I’ve been building a Django project called SmartDuka, a smart shop management system for small retailers and shop owners. It handles inventory tracking, low stock alerts, dead stock detection, sales tracking, credit sales, and daily business insights.
This is also my first serious Django project.
And for a while, every time I switched from my home laptop to my work laptop, I went through the exact same process:
git clone
python -m venv venv
pip install -r requirements.txt
python manage.py migrate
python manage.py createsuperuser
Then I would open the admin panel and start entering products, customers, and sample sales all over again.
Every. Single. Time.
At first, I thought this was just part of working with Django. But eventually I realized I wasn’t actually understanding the relationship between:
- my code
- migrations
- and the database itself
This article is basically the explanation I wish someone had given me earlier.
The Mistake I Wasn’t Really Making
To be fair, I was doing one important thing correctly:
db.sqlite3
was inside my .gitignore.
For a good reason SQLite databases are local files and usually shouldn’t be committed to Git.
So technically my workflow looked “correct.”
The problem was this:
I assumed migrations would somehow preserve my data across machines.
They don’t.
What Django Migrations Actually Do
This part finally clicked for me after some frustration.
When you run:
python manage.py migrate
Django recreates the database structure, not the actual records inside it.
So migrations restore things like:
- tables
- columns
- relationships
- constraints
But they do not restore:
- superusers
- products
- inventory
- sales records
- customers
- suppliers
That data lives inside the database itself.
And in SQLite, that database is literally one file:
db.sqlite3
Once I understood that, everything made sense.
Why I Had to Keep Recreating My Superuser
Because every new machine was getting:
fresh empty database
After migrations, Django had the tables it needed, but there were no actual records inside them yet.
So naturally:
- no users existed
- no inventory existed
- no sales existed
I wasn’t losing my code.
I was losing my database state.
The Different Solutions I Considered
Once I understood the problem properly, I realized there are several ways developers approach this.

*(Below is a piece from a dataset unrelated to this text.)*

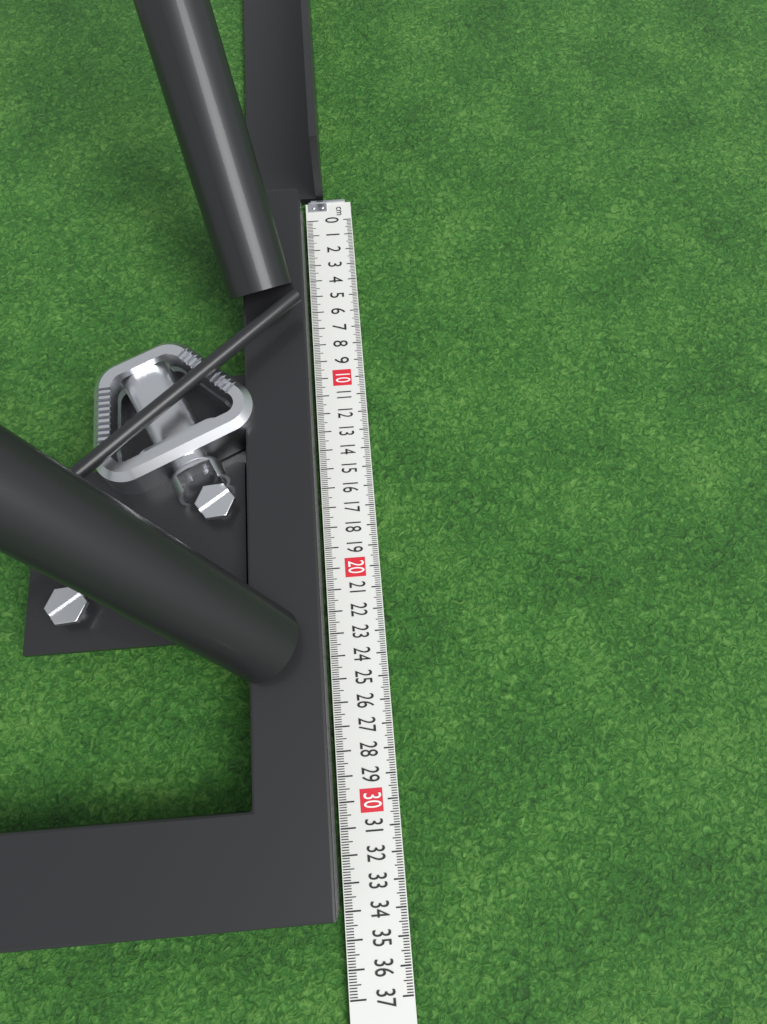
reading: 34.0 cm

1. Recreate Everything Every Time
This was my original workflow.
It technically works, but only for tiny projects.
Once your app starts accumulating meaningful data, this becomes painful very quickly.
2. Commit db.sqlite3 to Git
I considered this briefly.
It solves the syncing issue, but introduces other problems:
- binary file conflicts
- messy Git history
- merge problems
- potential security risks
For a real project, this didn’t feel right.
3. Use Fixtures
Django supports:
python manage.py dumpdata
python manage.py loaddata
which export and import data as JSON fixtures.
This is actually pretty useful for:
- demo data
- seed data
- lookup tables
But for constantly changing business data like inventory and sales, it felt awkward as the main solution.
4. Copy db.sqlite3 Between Machines
This ended up being the most practical short-term solution for me.
Instead of recreating everything, I simply keep the latest SQLite database and transfer it between machines manually.
That preserves:
- my superuser
- inventory records
- customers
- sales history
- everything else
The workflow now looks more like this:
git pull
pip install -r requirements.txt
# copy latest db.sqlite3
python manage.py migrate
python manage.py runserver
Much better.
The Important Detail About Migrations
One thing I learned here:
The correct order is:
- copy
db.sqlite3 - then run migrations
Not the other way around.
Why?
Because migrations should update your existing database schema if new model changes were added.
For example, if yesterday my Product model had:
name = models.CharField(max_length=100)
and today I added:
price = models.DecimalField(...)
then running:
python manage.py migrate
updates the copied database safely.
That’s exactly what migrations are designed for.
The Bigger Realization
At some point, I realized SmartDuka started behaving like a real system.
And once that happens, things like:
- persistence
- synchronization
- database strategy
- backups
- scalability
suddenly become important.
That transition caught me by surprise a little.
What I’m Planning Next
Right now I’m still using SQLite during development because it’s simple and fast.
But I can already see that eventually I’ll need to move toward PostgreSQL, especially because SmartDuka deals with:
- transactions
- inventory
- analytics
- credit management
- reporting
At that point, having a shared database instead of manually copying SQLite files will make much more sense.
But honestly, understanding why I was recreating my superuser every time was already a huge learning moment.
Final Thoughts
One thing I’m learning while building real projects is that software development isn’t only about writing features.
Sometimes the biggest lessons come from workflow problems.
This was one of them for me.
If you’re new to Django and you’ve ever wondered:
“Why do I keep losing my data even after running migrations?”
hopefully this article saves you a few hours of confusion.